The Future of Cancer Research

Hey everyone, this is kinda OT, but it’s such an incredible story and something I’m very proud of. Slalom, and specifically the Atlanta office where I work was the consulting firm featured here that partnered with the American Cancer Society and Google Cloud Platform for this project.

It does prove something about the companies and technologies we are investing in on this board. Some of them are literally changing the world and saving lives. That is a very real impact and very, very different than almost all of the super-hyped 99-2000 .coms

The best thing you can do is take 5-10 minutes and read these articles. But I’ll also provide some quotes below.

https://www.slalom.com/case-studies/american-cancer-society-…

https://cloud.google.com/customers/american-cancer-society/

Here’s how/why the project got started…

" Last year, one of Slalom’s consultants—someone who was passionate about technology and helping others—passed away from cancer. To honor him, Slalom reached out to the American Cancer Society (ACS) to see if, and how, a team of Slalom consultants could help further ACS’s mission of freeing the world from cancer."

The ACS process for cancer research…

"Every two years, ACS sent participants a follow-up questionnaire, and if someone reported that they had breast cancer, their hospital would send tumor samples to ACS. The samples were made by soaking the removed tumor in a solution that stops cellular activity, putting it in a block of wax, taking a very thin slice out of the block, staining the slice to show the different parts of the cells, and then putting the slice in a glass slide.

Since the study began, ACS has collected over 1,700 slides from women diagnosed with breast cancer. These slides can provide critical clues to help prevent and treat breast cancer—but identifying those clues was a challenge."

So…1,700 slides to review

"Most pathologists—doctors who specialize in identifying abnormalities in tissues—work in clinical care, so they’re in high demand in the research world. At ACS, there’s only one pathologist on the breast cancer research team, part-time. He spends the rest of his time with other duties at ACS.

“Imagine how long it takes someone to look at those 1,700 images one by one,” says Michelle Yi, Slalom solution principal. “We wanted to be able to scale that work with machine learning.”

What the new process looks like…

"First, we converted all the tissue images from their proprietary format into a standard TIFF format and saved them on Google Cloud. Now, the images can be analyzed by a machine, and if anything ever happens to the physical slides, the data won’t be lost.

The next step was to scrub the tissue slides of any inconsistencies that could skew the analysis. A lot has changed since 1992 in terms of how pathologists treat the slides. In the 90s, pathologists mixed the tissue dye by hand, which means there’s been a lot of color variations in the slides over the years. “We had some slides that were a light pink and some that were a dark purple,” says Gaudet. Also, some pathologists would write directly on the slides with Sharpies, circling a tumor or making notes."

Once we flagged and filtered out any irrelevant markings or coloring, we were able to set up unsupervised machine learning. We told the machine to identify patterns in the tiles and create 10 clusters. Clustering is when the machine groups similar patterns, like your phone automatically searching through your photos and creating a photo album of your daughter.

“We fed the computer no information about what it was going to find,” says Gaudet. “We wanted to let it tell us where to go.”

"The machine created some clusters that the team understood, like identifying the grade of cancer, which validated that the machines were on track. “But there are also new patterns that we’re not yet unable to understand why they were clustered, which was the goal,” says Gaudet. “For example, clusters two and three—well, to my eye they look exactly the same but that’s the whole premise of the project, for the machine to identify differences that the human eye can’t.”

And the time saved is invaluable. “It could have taken a pathologist three years to do what Slalom helped us do in three months,” says Gaudet.

ACS is now analyzing these clusters to discover what the patterns are. Why did the machine group these together? What do they have in common? Are there lifestyle, diet, reproductive factors that are connected to that pattern?

“We’re looking at the clusters that the Slalom team provided us and relating them back to breast cancer survival,” says Gaudet."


:: Task prompt ::
Could you restate all of the records exactly, leaving out the pictures?

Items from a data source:
• • • • •
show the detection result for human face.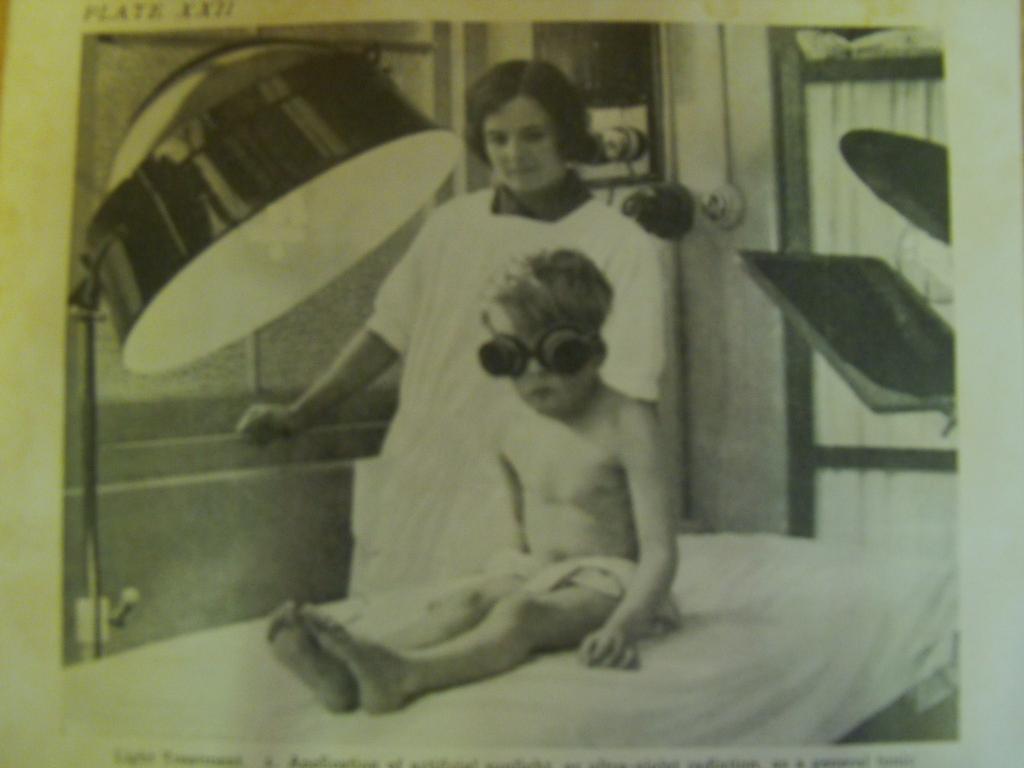
{"left": 481, "top": 92, "right": 571, "bottom": 195}.
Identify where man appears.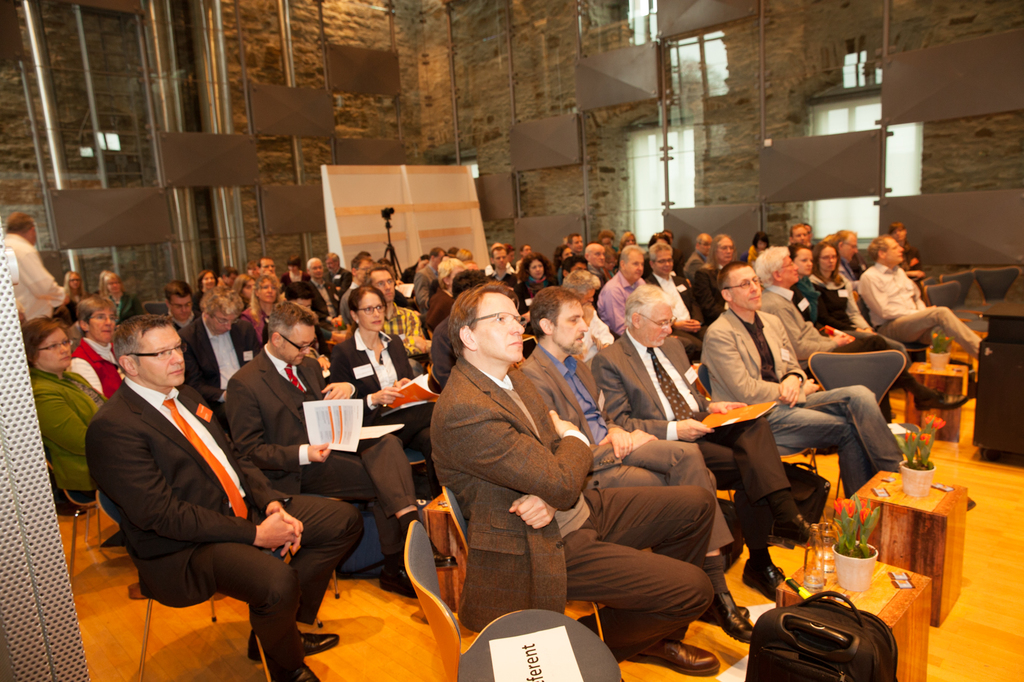
Appears at select_region(790, 220, 811, 244).
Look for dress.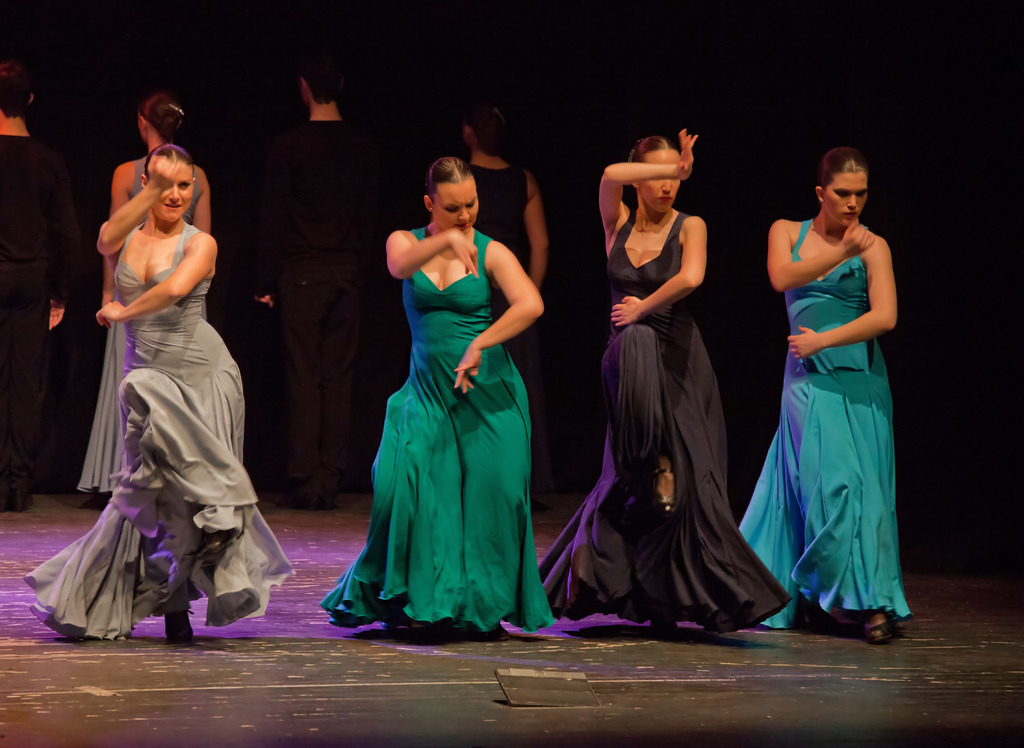
Found: {"left": 321, "top": 228, "right": 557, "bottom": 635}.
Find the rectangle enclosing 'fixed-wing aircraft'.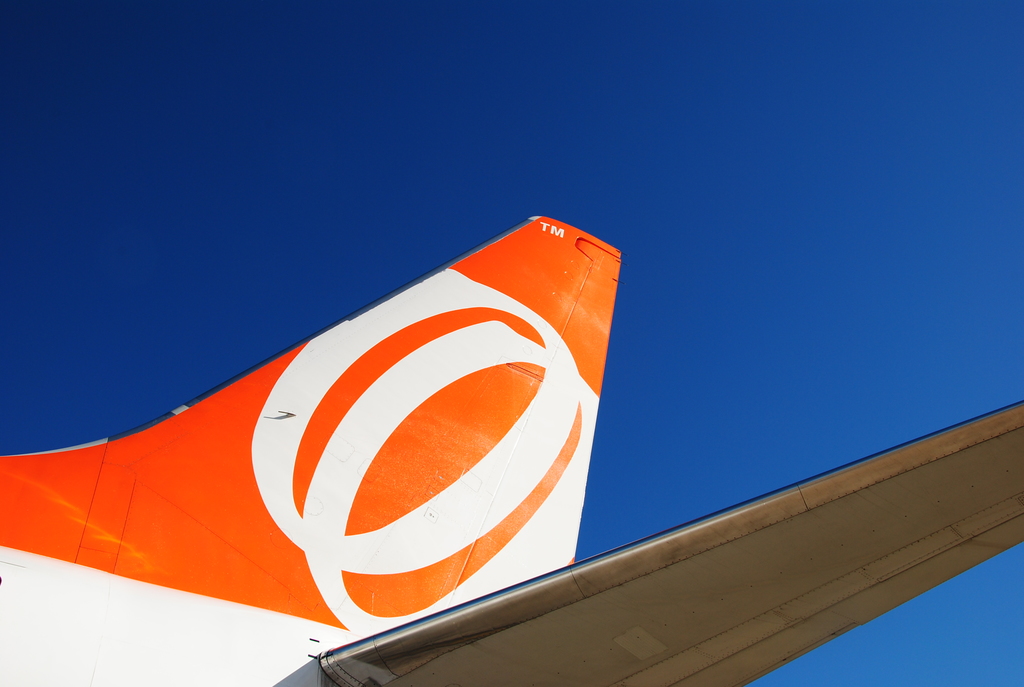
{"left": 0, "top": 205, "right": 1023, "bottom": 686}.
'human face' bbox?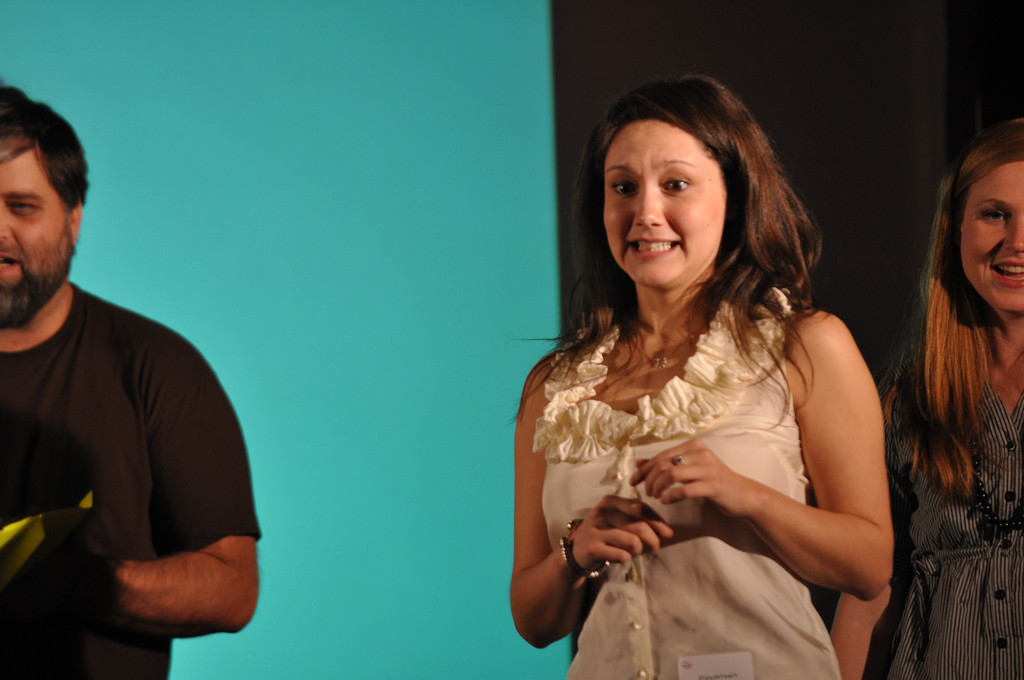
left=603, top=125, right=726, bottom=294
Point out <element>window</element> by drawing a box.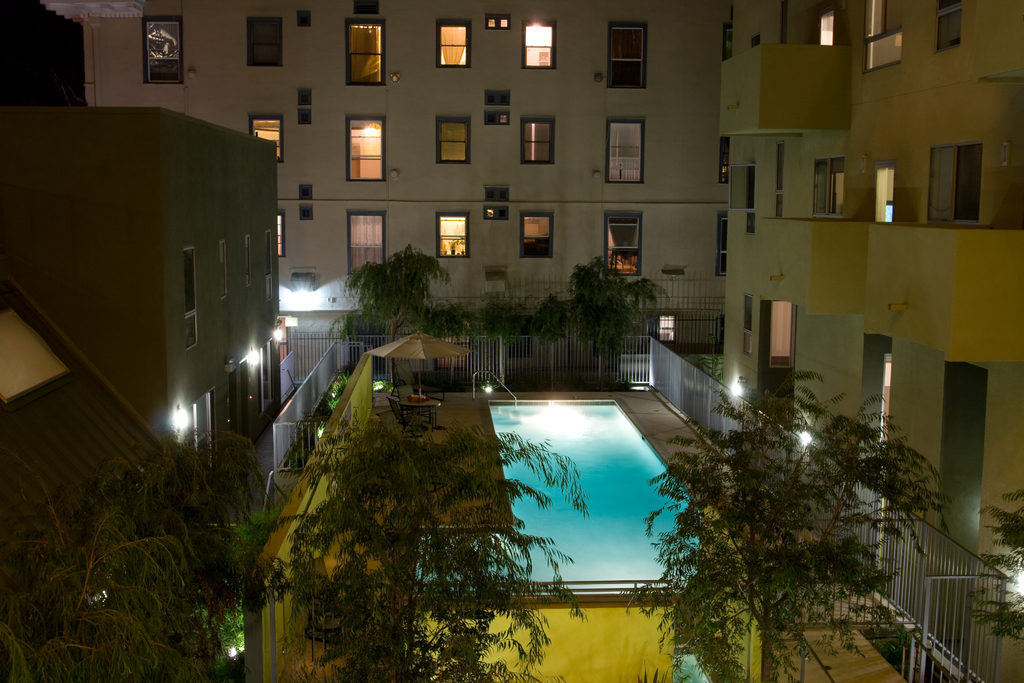
{"left": 279, "top": 211, "right": 288, "bottom": 259}.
• • • • •
:: Solution ::
show the detection result for human face.
{"left": 481, "top": 92, "right": 571, "bottom": 195}.
Identify where man appears.
Appears at select_region(790, 220, 811, 244).
Look for dress.
Found: {"left": 321, "top": 228, "right": 557, "bottom": 635}.
Find the rectangle enclosing 'fixed-wing aircraft'.
{"left": 0, "top": 205, "right": 1023, "bottom": 686}.
'human face' bbox?
left=603, top=125, right=726, bottom=294
Point out <element>window</element> by drawing a box.
{"left": 279, "top": 211, "right": 288, "bottom": 259}.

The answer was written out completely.